Why Small Factories Are the Future of MMC (and Why Mega Factories Are Holding Us Back)
- GO_modular

- Oct 14
- 2 min read
The construction industry is finally catching up with the rest of manufacturing — embracing Modern Methods of Construction (MMC) to deliver higher quality buildings, faster and more sustainably. But while some companies are betting big on mega factories, history (and economics) suggest that smaller, distributed factories are actually the smarter, more resilient choice.
Here’s why small really is better.
1. Agility Beats Scale
Mega factories are built on the logic of mass production — huge volumes of identical products rolling off the line. But construction isn’t like automotive or electronics. Every building has unique design constraints, planning requirements, and local adaptations.
Small factories can pivot quickly, adjusting layouts, materials, or production methods to meet local project demands. When planning changes or regulations shift — as they inevitably do — smaller facilities can respond in days, not months.
In MMC, flexibility is profit.
2. Closer to the Project Means Lower Cost and Lower Carbon
One of MMC’s biggest sustainability wins comes from reduced transport and waste. But a mega factory located hundreds of miles from sites negates those gains. Shipping volumetric units or large panels across the country is expensive, slow, and carbon-heavy.
Smaller, regional factories solve this. By locating production closer to projects, they cut logistics costs, reduce emissions, and simplify just-in-time delivery. They also build stronger local supply chains and create jobs in the communities where the homes are built — not just where the shareholders live.

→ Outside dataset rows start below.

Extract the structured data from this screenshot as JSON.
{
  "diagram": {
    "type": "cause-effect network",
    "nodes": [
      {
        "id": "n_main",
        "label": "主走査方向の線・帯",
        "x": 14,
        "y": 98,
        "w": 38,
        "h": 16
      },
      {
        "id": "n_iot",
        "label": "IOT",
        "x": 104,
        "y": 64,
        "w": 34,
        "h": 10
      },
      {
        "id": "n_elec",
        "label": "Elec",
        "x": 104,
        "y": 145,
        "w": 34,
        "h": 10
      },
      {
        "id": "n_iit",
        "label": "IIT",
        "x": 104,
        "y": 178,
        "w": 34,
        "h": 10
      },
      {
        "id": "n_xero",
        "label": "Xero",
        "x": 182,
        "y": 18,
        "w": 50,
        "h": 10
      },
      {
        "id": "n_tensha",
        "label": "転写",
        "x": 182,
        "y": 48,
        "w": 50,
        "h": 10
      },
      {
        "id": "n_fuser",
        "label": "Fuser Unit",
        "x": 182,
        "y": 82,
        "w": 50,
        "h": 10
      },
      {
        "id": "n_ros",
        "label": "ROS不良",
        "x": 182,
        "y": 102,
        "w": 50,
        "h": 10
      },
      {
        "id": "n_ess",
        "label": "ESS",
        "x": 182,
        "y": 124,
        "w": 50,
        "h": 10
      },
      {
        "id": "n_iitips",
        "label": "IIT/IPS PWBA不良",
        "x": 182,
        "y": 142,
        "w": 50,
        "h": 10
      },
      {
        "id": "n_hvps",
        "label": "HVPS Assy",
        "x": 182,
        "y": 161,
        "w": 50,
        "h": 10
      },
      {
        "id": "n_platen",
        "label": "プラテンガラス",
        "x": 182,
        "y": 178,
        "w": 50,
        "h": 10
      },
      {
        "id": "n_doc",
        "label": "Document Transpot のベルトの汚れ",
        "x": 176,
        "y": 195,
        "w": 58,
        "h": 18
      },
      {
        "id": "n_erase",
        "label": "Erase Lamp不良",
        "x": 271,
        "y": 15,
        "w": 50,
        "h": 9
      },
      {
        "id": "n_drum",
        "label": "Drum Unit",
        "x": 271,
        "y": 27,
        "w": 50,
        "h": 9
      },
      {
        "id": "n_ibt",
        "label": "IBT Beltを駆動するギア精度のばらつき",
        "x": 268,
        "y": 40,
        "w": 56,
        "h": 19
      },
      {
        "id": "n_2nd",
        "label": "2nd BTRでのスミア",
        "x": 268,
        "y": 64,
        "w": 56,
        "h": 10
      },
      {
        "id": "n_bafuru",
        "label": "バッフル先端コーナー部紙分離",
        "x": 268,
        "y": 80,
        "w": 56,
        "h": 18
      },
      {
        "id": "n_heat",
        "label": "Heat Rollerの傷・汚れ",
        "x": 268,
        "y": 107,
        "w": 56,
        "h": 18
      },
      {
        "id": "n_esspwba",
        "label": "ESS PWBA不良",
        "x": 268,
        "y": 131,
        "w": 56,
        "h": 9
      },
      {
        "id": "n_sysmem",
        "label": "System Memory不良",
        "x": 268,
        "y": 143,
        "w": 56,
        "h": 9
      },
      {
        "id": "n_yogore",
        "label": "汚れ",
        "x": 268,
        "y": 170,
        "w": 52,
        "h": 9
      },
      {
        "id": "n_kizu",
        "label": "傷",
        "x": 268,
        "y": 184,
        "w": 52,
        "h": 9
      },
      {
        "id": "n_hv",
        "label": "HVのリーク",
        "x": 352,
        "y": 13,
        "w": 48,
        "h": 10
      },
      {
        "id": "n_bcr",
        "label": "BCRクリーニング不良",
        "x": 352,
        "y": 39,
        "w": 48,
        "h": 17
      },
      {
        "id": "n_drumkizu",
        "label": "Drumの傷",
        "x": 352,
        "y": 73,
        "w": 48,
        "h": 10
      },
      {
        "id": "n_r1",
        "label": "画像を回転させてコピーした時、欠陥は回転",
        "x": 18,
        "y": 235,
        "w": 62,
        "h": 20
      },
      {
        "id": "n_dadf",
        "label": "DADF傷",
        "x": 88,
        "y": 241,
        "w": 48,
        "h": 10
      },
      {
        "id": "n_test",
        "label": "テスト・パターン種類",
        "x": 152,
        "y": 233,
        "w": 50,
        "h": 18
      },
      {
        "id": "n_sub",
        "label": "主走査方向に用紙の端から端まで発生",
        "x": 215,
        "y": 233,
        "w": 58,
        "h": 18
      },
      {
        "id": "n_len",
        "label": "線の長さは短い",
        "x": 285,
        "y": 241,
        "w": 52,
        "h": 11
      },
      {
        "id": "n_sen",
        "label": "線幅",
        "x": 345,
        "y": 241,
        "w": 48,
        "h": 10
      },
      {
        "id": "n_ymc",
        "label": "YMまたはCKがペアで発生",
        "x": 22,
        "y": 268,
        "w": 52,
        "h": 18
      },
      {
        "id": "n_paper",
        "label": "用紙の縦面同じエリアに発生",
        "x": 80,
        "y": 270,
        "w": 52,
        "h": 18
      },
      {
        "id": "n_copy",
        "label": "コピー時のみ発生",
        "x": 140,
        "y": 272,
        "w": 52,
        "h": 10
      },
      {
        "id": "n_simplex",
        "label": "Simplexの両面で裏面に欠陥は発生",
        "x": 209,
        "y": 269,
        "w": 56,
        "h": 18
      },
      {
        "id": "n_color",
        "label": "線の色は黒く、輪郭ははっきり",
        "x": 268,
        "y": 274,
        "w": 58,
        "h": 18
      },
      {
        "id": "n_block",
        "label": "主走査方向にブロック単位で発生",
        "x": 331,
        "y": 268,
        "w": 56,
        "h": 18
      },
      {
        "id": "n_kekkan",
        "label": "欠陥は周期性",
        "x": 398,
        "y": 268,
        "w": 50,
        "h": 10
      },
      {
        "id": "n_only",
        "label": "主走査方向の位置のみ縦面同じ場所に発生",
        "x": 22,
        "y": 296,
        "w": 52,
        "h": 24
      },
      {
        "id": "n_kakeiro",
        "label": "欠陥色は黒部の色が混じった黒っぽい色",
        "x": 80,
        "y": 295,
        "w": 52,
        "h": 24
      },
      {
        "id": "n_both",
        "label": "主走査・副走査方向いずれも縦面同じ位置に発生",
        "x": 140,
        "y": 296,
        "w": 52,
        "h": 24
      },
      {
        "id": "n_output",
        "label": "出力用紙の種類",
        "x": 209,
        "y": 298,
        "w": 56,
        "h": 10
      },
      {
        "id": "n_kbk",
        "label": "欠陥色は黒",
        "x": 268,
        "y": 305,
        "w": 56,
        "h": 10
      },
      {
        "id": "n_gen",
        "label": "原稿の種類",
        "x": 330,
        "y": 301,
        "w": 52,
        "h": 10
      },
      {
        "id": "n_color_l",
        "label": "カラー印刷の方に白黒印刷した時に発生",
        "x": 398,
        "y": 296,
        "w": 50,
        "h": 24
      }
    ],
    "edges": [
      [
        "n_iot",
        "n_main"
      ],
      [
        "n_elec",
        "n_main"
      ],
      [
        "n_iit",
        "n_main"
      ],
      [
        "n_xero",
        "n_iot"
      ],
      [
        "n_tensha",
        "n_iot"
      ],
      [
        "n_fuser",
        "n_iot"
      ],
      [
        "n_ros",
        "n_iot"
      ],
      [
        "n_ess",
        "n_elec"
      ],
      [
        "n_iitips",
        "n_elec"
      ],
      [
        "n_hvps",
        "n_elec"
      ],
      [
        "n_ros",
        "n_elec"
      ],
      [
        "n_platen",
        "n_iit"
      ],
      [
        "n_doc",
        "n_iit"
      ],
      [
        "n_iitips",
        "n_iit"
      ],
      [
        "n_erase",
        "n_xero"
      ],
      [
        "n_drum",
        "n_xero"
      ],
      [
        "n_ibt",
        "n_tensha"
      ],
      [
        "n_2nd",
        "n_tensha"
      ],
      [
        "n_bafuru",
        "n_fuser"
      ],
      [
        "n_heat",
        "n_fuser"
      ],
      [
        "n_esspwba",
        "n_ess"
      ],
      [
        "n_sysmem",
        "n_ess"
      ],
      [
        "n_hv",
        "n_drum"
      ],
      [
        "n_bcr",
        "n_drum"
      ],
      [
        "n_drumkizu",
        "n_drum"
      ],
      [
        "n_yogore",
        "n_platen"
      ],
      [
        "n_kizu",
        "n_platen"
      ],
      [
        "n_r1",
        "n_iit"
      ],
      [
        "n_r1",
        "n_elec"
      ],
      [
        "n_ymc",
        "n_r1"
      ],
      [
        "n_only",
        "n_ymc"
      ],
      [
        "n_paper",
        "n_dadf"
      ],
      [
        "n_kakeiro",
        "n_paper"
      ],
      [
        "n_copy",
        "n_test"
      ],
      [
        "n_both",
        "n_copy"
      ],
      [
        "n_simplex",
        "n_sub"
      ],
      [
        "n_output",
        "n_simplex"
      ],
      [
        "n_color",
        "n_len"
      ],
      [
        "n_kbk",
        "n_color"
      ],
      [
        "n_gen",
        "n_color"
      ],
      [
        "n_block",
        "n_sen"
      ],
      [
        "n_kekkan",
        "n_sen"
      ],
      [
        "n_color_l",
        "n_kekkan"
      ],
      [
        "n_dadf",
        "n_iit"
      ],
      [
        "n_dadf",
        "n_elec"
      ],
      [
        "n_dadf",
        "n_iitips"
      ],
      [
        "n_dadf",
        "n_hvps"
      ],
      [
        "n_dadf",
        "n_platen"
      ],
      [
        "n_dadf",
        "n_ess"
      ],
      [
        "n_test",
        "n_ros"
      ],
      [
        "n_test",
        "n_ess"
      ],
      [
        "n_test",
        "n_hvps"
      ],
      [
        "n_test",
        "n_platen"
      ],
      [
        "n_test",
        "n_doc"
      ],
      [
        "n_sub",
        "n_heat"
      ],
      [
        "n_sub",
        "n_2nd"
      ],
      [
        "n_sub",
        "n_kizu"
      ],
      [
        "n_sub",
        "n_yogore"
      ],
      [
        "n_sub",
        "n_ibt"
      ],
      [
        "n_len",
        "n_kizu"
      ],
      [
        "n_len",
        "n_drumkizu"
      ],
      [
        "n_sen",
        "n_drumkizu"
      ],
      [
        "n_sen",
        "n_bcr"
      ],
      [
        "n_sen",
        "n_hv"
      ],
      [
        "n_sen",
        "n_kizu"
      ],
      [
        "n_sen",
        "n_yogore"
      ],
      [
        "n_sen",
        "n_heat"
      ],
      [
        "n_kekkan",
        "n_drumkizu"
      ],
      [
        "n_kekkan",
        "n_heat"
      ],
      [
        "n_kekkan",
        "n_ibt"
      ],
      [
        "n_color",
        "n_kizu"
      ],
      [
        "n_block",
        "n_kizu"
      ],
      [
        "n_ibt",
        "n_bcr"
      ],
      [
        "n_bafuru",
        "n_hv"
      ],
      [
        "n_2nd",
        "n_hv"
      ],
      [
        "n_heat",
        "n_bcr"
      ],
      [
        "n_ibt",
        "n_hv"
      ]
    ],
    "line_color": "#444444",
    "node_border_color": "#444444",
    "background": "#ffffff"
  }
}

3. Smaller Factories Spread Risk
Mega factories are expensive — often costing tens of millions to build and requiring constant high-volume throughput to break even. That’s a dangerous position in a cyclical industry like construction.
A network of smaller factories distributes both operational risk and financial exposure. If one region slows down, others can keep running. If one plant needs retooling, the rest stay online. It’s a modular, scalable approach to manufacturing — much like MMC itself.
4. Smarter Use of Technology and Talent
Automation and robotics no longer demand cavernous spaces and massive capital investment. The latest digital fabrication tools are smaller, cheaper, and smarter — ideal for compact facilities producing high-value components with precision.
Small factories can specialize — one focusing on bathroom pods, another on structural frames, another on façade panels — creating an ecosystem of expert micro-manufacturers. This distributed innovation drives continual improvement across the network.
5. Community and Workforce Benefits
Mega factories tend to be isolated — both geographically and socially. Workers are often commuting long distances to monotonous, high-volume roles.
Smaller, local factories are human-scaled. They can partner with local colleges, offer apprenticeships, and provide stable jobs within communities. They become part of the local economy rather than an outpost of distant investors. In an industry facing a chronic skills shortage, that matters.
The Bottom Line
Mega factories look impressive in photos. They attract headlines and government grants. But when it comes to delivering real, sustainable, scalable MMC solutions — small factories win on almost every front: cost, flexibility, carbon, resilience, and community value.
The future of construction isn’t one giant plant stamping out homes. It’s a network of agile, local factories — producing smarter, faster, greener buildings for the communities they serve.